Interoperability is not easy even when you cooperate. People use different languages to program in on both the base/native level, and then in implementations at app level, and then syncing over protocol/specs is another issue.
Even LN implementations are not fully interop.
Interoperability just means people using the same thing, but these are all different things (Slashtags, Web5, nostr) despite them solving some overlapping use cases. So what is really needed is some combination of migration, resolvers, aliasing, conversion, support for multiple formats in clients, etc, etc.
You probably won't see much of that at this stage. This is not to say that Synonym is closed-minded or stubborn, so much as all of our teams have to manage our priorities. Synonym has actively researched, contacted, and collaborated as often as possible, but this environment, so far is honestly one of the more hostile and collaboration-disinterested I have encountered. Very competitive.
I personally think managing keys across formats, resolving/aliasing, is an interesting problem, but until there are actually two popular formats, it is merely a curiosity and academic challenge, thus not a priority.

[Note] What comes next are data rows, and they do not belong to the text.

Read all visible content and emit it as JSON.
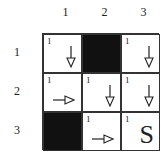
{
  "columns": [
    "1",
    "2",
    "3"
  ],
  "rows": [
    "1",
    "2",
    "3"
  ],
  "cells": [
    [
      {
        "value": "1",
        "blocked": false,
        "icon": "arrow-down"
      },
      {
        "value": "",
        "blocked": true,
        "icon": ""
      },
      {
        "value": "1",
        "blocked": false,
        "icon": "arrow-down"
      }
    ],
    [
      {
        "value": "1",
        "blocked": false,
        "icon": "arrow-right"
      },
      {
        "value": "1",
        "blocked": false,
        "icon": "arrow-down"
      },
      {
        "value": "1",
        "blocked": false,
        "icon": "arrow-down"
      }
    ],
    [
      {
        "value": "",
        "blocked": true,
        "icon": ""
      },
      {
        "value": "1",
        "blocked": false,
        "icon": "arrow-right"
      },
      {
        "value": "1",
        "blocked": false,
        "icon": "start",
        "label": "S"
      }
    ]
  ]
}
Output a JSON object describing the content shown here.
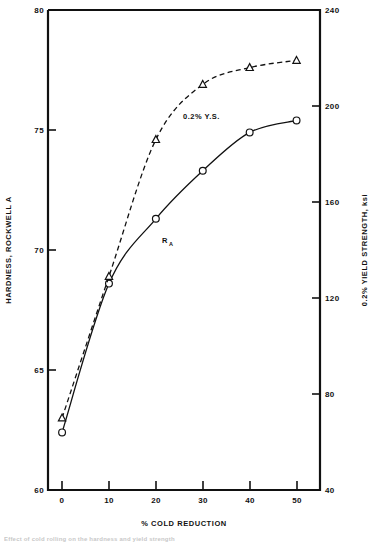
{
  "chart_data": {
    "type": "line",
    "title": "",
    "xlabel": "% COLD REDUCTION",
    "ylabel": "HARDNESS, ROCKWELL A",
    "y2label": "0.2% YIELD STRENGTH, ksi",
    "x": [
      0,
      10,
      20,
      30,
      40,
      50
    ],
    "xlim": [
      -3,
      55
    ],
    "ylim": [
      60,
      80
    ],
    "y2lim": [
      40,
      240
    ],
    "grid": false,
    "legend": "inline-annotations",
    "xticks": [
      "0",
      "10",
      "20",
      "30",
      "40",
      "50"
    ],
    "xtick_values": [
      0,
      10,
      20,
      30,
      40,
      50
    ],
    "yticks": [
      "60",
      "65",
      "70",
      "75",
      "80"
    ],
    "ytick_values": [
      60,
      65,
      70,
      75,
      80
    ],
    "y2ticks": [
      "40",
      "80",
      "120",
      "160",
      "200",
      "240"
    ],
    "y2tick_values": [
      40,
      80,
      120,
      160,
      200,
      240
    ],
    "series": [
      {
        "name": "R_A",
        "label": "R",
        "label_subscript": "A",
        "axis": "left",
        "marker": "circle",
        "line": "solid",
        "values": [
          62.4,
          68.6,
          71.3,
          73.3,
          74.9,
          75.4
        ]
      },
      {
        "name": "0.2% Y.S.",
        "label": "0.2% Y.S.",
        "axis": "right",
        "marker": "triangle",
        "line": "dashed",
        "values": [
          70,
          129,
          186,
          209,
          216,
          219
        ],
        "values_left_axis_equivalent": [
          63.0,
          68.9,
          74.6,
          76.9,
          77.6,
          77.9
        ]
      }
    ],
    "annotations": [
      {
        "text": "0.2% Y.S.",
        "x": 21.5,
        "y_left_axis": 76.0
      },
      {
        "text": "R",
        "subscript": "A",
        "x": 20.5,
        "y_left_axis": 70.6
      }
    ],
    "colors": {
      "ink": "#111111",
      "background": "#ffffff"
    }
  },
  "caption": {
    "text": "Effect of cold rolling on the hardness and yield strength"
  }
}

Given the (current) lack of interoperability, are you concerned that a small pool of users may be spread too thin amongst the various protocols, thus making it even more difficult for any one protocol to achieve network effects?
Given the open source nature of the protocols, what do you see as the best way for protocols to attract users? Court a centralized entity to dedicate itself to a protocol and perform business development functions for that specific protocol?